49 Bar Diagram / Tape Diagram #18
The ratio of the length of Tom’s rope to the length of Jan’s rope was 3:1. The ratio of the length of Maxwell’s rope to the length of Jan’s rope was 4:1. If Tom, Maxwell and Jan have 80 feet of rope altogether, how many feet of rope does Tom have? In the interest of coherence, I’ve included a word problem using ratios. This type of problem addresses a 6th grade standard. Through the experience of working this problem, we will see how students will be using the tape diagraming skills they have been developing, to meet the ratio and proportional reasoning standards of grades 6 and 7. (Allow students to work the problem independently, or scaffold with the following script - ) Let’s read the first sentence, “The ratio of the length of Tom’s rope to the length of Jan’s rope was 3:1.” Can you draw something? What labels can you add? Is there anything else you can see?

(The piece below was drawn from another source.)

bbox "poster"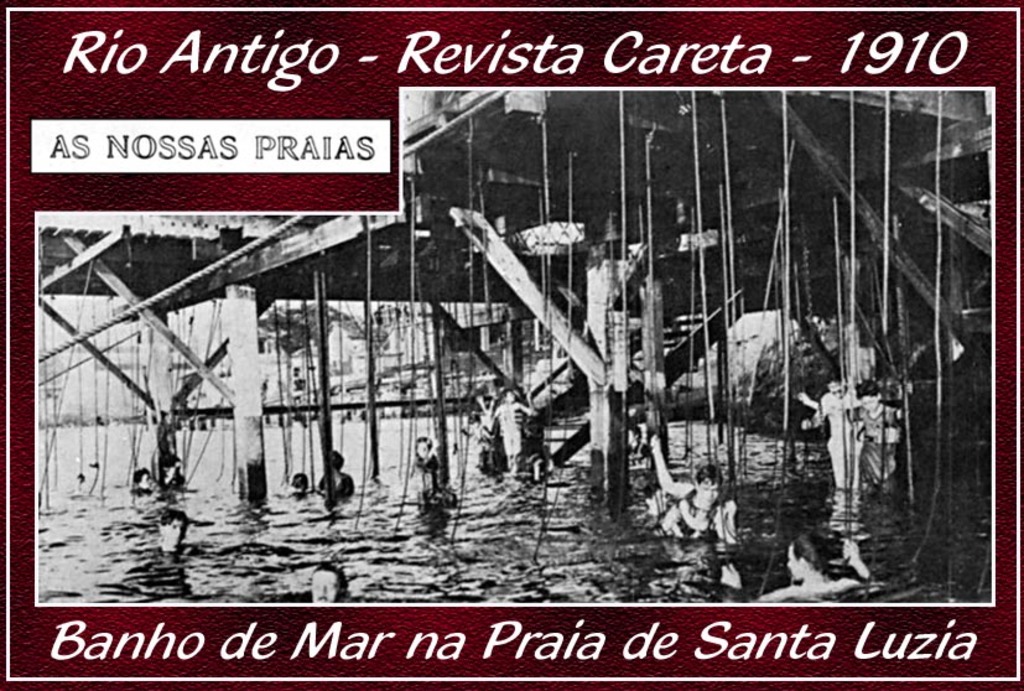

Let’s read the next sentence. “The ratio of the length of Maxwell’s rope to the length of Jan’s rope was 4:1. Can you add something to your drawing? What else can you label? Is there anything else you can see? Let’s read the next sentence. “If Tom, Maxwell and Jan have 80 feet of rope altogether, how many feet of rope does Tom have? Can you add something to your drawing? What else can you label? Is there anything else you can see? How would changing the total feet of rope from 80 to 32 change the complexity of the problem? Would it be more or less difficult? (Facilitate a discussion; there is no wrong or right answer.)

50 Exit Ticket Create a model to represent the CCLS aligned standards that you previously identified at your grade level.